As police moved in to clear Zuccotti Park for valid health and safety concerns, some of the protesters chanted, “Whose park? Our park.”
Well, no. The protesters, earnest though many are, have it exactly wrong. The park does not belong to them.
City Hall did the right thing by ordering hundreds of officers into the park at about 1 a.m. on Tuesday morning. The site had become a hazard to public health and safety. The protest was unfair to nearby residents who wished only for a decent night’s sleep and to struggling local businesses faced with the ironic decision of having to lay off workers because of a demonstration against (among other things) unemployment.
By morning’s light on Tuesday, dozens of city workers clad in orange vests could be seen inside the park, cleaning and scrubbing the much-abused grounds. Mayor Bloomberg said the demonstrators would be allowed to return to the park after it was tidied up, but the days of sleeping in the park were over. No more makeshift tents. No more drum-banging after midnight.

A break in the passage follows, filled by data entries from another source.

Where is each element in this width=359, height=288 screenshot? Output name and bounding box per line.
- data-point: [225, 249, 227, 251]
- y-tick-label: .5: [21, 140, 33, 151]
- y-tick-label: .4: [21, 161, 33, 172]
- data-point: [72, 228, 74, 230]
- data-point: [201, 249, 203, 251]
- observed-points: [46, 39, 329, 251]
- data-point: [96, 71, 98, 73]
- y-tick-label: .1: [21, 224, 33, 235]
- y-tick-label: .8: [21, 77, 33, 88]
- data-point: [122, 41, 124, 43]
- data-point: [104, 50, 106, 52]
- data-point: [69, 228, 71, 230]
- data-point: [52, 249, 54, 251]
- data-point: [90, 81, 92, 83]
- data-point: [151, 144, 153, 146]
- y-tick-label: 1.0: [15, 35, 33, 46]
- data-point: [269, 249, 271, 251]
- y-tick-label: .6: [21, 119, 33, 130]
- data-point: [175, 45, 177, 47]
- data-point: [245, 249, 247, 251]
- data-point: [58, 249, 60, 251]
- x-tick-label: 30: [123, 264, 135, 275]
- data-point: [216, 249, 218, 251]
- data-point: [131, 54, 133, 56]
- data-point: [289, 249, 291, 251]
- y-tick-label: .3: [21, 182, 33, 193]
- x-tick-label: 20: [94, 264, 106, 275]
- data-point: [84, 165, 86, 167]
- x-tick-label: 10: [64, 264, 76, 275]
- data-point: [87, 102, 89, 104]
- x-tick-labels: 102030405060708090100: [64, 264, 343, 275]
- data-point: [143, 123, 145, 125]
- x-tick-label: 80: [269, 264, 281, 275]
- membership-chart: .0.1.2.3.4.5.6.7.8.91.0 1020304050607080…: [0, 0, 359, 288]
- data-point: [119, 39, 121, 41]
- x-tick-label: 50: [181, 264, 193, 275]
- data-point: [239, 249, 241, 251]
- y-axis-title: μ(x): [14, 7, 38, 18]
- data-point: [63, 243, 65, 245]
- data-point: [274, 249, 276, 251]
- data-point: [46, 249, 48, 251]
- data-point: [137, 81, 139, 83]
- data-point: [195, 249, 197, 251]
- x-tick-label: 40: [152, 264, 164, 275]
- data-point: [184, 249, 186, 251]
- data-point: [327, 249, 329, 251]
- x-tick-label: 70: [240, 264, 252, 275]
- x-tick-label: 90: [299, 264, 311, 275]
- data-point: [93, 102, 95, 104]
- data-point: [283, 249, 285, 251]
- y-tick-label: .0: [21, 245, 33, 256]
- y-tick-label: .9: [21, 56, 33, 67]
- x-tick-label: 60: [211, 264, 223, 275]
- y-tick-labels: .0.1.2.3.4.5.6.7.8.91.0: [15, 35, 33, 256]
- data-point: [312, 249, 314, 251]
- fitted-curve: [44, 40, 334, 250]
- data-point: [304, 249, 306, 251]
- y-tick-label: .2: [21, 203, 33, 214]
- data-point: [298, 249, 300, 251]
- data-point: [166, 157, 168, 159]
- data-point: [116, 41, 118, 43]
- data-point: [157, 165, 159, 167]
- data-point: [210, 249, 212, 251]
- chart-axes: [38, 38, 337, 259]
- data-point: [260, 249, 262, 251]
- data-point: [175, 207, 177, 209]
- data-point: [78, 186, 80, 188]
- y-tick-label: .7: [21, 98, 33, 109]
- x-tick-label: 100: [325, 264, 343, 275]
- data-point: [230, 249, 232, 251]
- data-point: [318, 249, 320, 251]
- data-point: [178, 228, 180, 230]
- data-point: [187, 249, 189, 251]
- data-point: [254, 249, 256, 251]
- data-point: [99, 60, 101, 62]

“Protesters have had two months to occupy the park with tents and sleeping bags,” Mr. Bloomberg said. “Now they will have to occupy space with the power of their arguments.” (As of this writing, a court ruled that the protesters could return to the park with their tents and sleeping gear, but the city likely will appeal.)
The mayor meant his words to be conciliatory, to show that he was not suppressing free speech, but simply acting on behalf of public health and safety. But in another sense, the mayor’s words were a challenge too. If the protesters have arguments to make, they should make them rather than rely on histrionics and demagoguery.
It’s not certain whether the protesters will be able to accept the mayor’s invitation, at least in any coherent way. One of the protesters told reporters that the police action somehow proves the demonstration’s point. “This reminds everyone who was occupying exactly why they were occupying,” a protester told The New York Times.
That’s a peculiar assertion. While it has been hard to discern a common, agreed-upon agenda from the Occupy movement, there is a sense that most protesters are frustrated with the stagnant economy and, in their view, Wall Street’s complicity in the excesses that led to the crash of 2008.
The actions of the police, carried out under the mayor’s instructions and designed to address issues of safety and public health, had nothing to do with whatever sins the protesters ascribe to Wall Street. Indeed, the protesters have been invited back to Zuccotti Park—by the mega-capitalist mayor, no less—to make their arguments. Just no sleeping bags, please. And mind the neighbors, if you please.
The Occupy Wall Street movement has sought to identify villains, not an uncommon tendency during hard times. But those villains should not include police officers and their higher-ups, who acted in a timely manner to prevent the movement from becoming a mob.
In that sense, the mayor and the police did the protesters a favor.